* [TASK BRIEF]: Could you return every record below without changing a word?

* [PROVIDED RECORDS]:
╔══

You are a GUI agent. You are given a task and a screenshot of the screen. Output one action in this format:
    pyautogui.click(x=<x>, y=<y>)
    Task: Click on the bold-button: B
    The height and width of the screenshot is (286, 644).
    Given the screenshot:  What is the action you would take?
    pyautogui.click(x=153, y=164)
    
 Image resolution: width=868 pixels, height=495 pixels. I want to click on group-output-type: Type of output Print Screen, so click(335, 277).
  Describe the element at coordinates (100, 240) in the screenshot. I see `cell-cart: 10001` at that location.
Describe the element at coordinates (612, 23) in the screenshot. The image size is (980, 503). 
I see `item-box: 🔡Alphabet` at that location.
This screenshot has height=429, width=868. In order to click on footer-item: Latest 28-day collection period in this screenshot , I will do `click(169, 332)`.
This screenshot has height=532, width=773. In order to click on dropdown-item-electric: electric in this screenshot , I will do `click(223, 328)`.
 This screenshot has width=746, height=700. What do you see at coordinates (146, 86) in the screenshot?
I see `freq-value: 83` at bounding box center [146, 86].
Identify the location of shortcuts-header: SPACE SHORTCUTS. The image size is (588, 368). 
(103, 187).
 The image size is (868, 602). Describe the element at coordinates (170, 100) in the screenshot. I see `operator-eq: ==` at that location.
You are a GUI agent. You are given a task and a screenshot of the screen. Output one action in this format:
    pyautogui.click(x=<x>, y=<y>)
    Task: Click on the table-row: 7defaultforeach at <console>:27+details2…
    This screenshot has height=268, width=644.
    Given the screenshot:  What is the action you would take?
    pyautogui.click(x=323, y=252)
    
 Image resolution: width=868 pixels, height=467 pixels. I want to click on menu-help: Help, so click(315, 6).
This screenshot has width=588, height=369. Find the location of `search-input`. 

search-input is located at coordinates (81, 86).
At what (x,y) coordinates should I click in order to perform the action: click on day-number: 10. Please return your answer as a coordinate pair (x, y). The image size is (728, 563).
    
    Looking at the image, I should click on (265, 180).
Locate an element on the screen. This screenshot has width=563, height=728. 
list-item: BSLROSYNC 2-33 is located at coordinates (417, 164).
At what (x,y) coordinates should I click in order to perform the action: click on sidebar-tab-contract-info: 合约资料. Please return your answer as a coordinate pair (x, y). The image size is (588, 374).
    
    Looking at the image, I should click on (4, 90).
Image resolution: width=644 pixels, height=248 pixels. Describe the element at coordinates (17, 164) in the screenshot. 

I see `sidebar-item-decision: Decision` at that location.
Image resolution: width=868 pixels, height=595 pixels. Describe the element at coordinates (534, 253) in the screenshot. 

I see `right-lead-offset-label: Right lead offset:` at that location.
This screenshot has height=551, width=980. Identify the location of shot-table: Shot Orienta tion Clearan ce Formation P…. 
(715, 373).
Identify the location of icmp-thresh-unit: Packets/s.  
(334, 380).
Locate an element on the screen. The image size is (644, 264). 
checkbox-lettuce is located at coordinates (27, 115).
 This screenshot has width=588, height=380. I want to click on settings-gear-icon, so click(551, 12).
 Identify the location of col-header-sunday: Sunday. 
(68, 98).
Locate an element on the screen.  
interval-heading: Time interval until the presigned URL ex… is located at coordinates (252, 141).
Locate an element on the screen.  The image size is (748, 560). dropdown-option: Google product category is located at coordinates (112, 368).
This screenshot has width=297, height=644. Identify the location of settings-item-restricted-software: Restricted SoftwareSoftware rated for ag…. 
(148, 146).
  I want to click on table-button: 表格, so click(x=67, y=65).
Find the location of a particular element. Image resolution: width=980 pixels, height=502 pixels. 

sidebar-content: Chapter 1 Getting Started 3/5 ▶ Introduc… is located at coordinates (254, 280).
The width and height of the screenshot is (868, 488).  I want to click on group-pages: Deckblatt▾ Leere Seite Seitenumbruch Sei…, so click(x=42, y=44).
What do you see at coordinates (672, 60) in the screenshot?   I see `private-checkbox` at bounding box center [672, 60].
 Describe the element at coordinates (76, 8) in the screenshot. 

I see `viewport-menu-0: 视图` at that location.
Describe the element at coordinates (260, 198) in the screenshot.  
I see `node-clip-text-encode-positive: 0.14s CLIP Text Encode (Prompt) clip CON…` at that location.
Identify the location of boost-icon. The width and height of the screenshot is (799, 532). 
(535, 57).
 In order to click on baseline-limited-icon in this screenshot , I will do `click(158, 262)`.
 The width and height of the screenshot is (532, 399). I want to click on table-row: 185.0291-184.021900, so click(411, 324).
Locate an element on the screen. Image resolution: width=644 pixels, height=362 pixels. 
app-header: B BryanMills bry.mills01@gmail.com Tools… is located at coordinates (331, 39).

╚══

* [EXERCISE SOLUTION]:
You are a GUI agent. You are given a task and a screenshot of the screen. Output one action in this format:
    pyautogui.click(x=<x>, y=<y>)
    Task: Click on the bold-button: B
    The height and width of the screenshot is (286, 644).
    Given the screenshot:  What is the action you would take?
    pyautogui.click(x=153, y=164)
    
 Image resolution: width=868 pixels, height=495 pixels. I want to click on group-output-type: Type of output Print Screen, so click(335, 277).
  Describe the element at coordinates (100, 240) in the screenshot. I see `cell-cart: 10001` at that location.
Describe the element at coordinates (612, 23) in the screenshot. The image size is (980, 503). 
I see `item-box: 🔡Alphabet` at that location.
This screenshot has height=429, width=868. In order to click on footer-item: Latest 28-day collection period in this screenshot , I will do `click(169, 332)`.
This screenshot has height=532, width=773. In order to click on dropdown-item-electric: electric in this screenshot , I will do `click(223, 328)`.
 This screenshot has width=746, height=700. What do you see at coordinates (146, 86) in the screenshot?
I see `freq-value: 83` at bounding box center [146, 86].
Identify the location of shortcuts-header: SPACE SHORTCUTS. The image size is (588, 368). 
(103, 187).
 The image size is (868, 602). Describe the element at coordinates (170, 100) in the screenshot. I see `operator-eq: ==` at that location.
You are a GUI agent. You are given a task and a screenshot of the screen. Output one action in this format:
    pyautogui.click(x=<x>, y=<y>)
    Task: Click on the table-row: 7defaultforeach at <console>:27+details2…
    This screenshot has height=268, width=644.
    Given the screenshot:  What is the action you would take?
    pyautogui.click(x=323, y=252)
    
 Image resolution: width=868 pixels, height=467 pixels. I want to click on menu-help: Help, so click(315, 6).
This screenshot has width=588, height=369. Find the location of `search-input`. 

search-input is located at coordinates (81, 86).
At what (x,y) coordinates should I click in order to perform the action: click on day-number: 10. Please return your answer as a coordinate pair (x, y). The image size is (728, 563).
    
    Looking at the image, I should click on (265, 180).
Locate an element on the screen. This screenshot has width=563, height=728. 
list-item: BSLROSYNC 2-33 is located at coordinates (417, 164).
At what (x,y) coordinates should I click in order to perform the action: click on sidebar-tab-contract-info: 合约资料. Please return your answer as a coordinate pair (x, y). The image size is (588, 374).
    
    Looking at the image, I should click on (4, 90).
Image resolution: width=644 pixels, height=248 pixels. Describe the element at coordinates (17, 164) in the screenshot. 

I see `sidebar-item-decision: Decision` at that location.
Image resolution: width=868 pixels, height=595 pixels. Describe the element at coordinates (534, 253) in the screenshot. 

I see `right-lead-offset-label: Right lead offset:` at that location.
This screenshot has height=551, width=980. Identify the location of shot-table: Shot Orienta tion Clearan ce Formation P…. 
(715, 373).
Identify the location of icmp-thresh-unit: Packets/s.  
(334, 380).
Locate an element on the screen. The image size is (644, 264). 
checkbox-lettuce is located at coordinates (27, 115).
 This screenshot has width=588, height=380. I want to click on settings-gear-icon, so click(551, 12).
 Identify the location of col-header-sunday: Sunday. 
(68, 98).
Locate an element on the screen.  
interval-heading: Time interval until the presigned URL ex… is located at coordinates (252, 141).
Locate an element on the screen.  The image size is (748, 560). dropdown-option: Google product category is located at coordinates (112, 368).
This screenshot has width=297, height=644. Identify the location of settings-item-restricted-software: Restricted SoftwareSoftware rated for ag…. 
(148, 146).
  I want to click on table-button: 表格, so click(x=67, y=65).
Find the location of a particular element. Image resolution: width=980 pixels, height=502 pixels. 

sidebar-content: Chapter 1 Getting Started 3/5 ▶ Introduc… is located at coordinates (254, 280).
The width and height of the screenshot is (868, 488).  I want to click on group-pages: Deckblatt▾ Leere Seite Seitenumbruch Sei…, so click(x=42, y=44).
What do you see at coordinates (672, 60) in the screenshot?   I see `private-checkbox` at bounding box center [672, 60].
 Describe the element at coordinates (76, 8) in the screenshot. 

I see `viewport-menu-0: 视图` at that location.
Describe the element at coordinates (260, 198) in the screenshot.  
I see `node-clip-text-encode-positive: 0.14s CLIP Text Encode (Prompt) clip CON…` at that location.
Identify the location of boost-icon. The width and height of the screenshot is (799, 532). 
(535, 57).
 In order to click on baseline-limited-icon in this screenshot , I will do `click(158, 262)`.
 The width and height of the screenshot is (532, 399). I want to click on table-row: 185.0291-184.021900, so click(411, 324).
Locate an element on the screen. Image resolution: width=644 pixels, height=362 pixels. 
app-header: B BryanMills bry.mills01@gmail.com Tools… is located at coordinates (331, 39).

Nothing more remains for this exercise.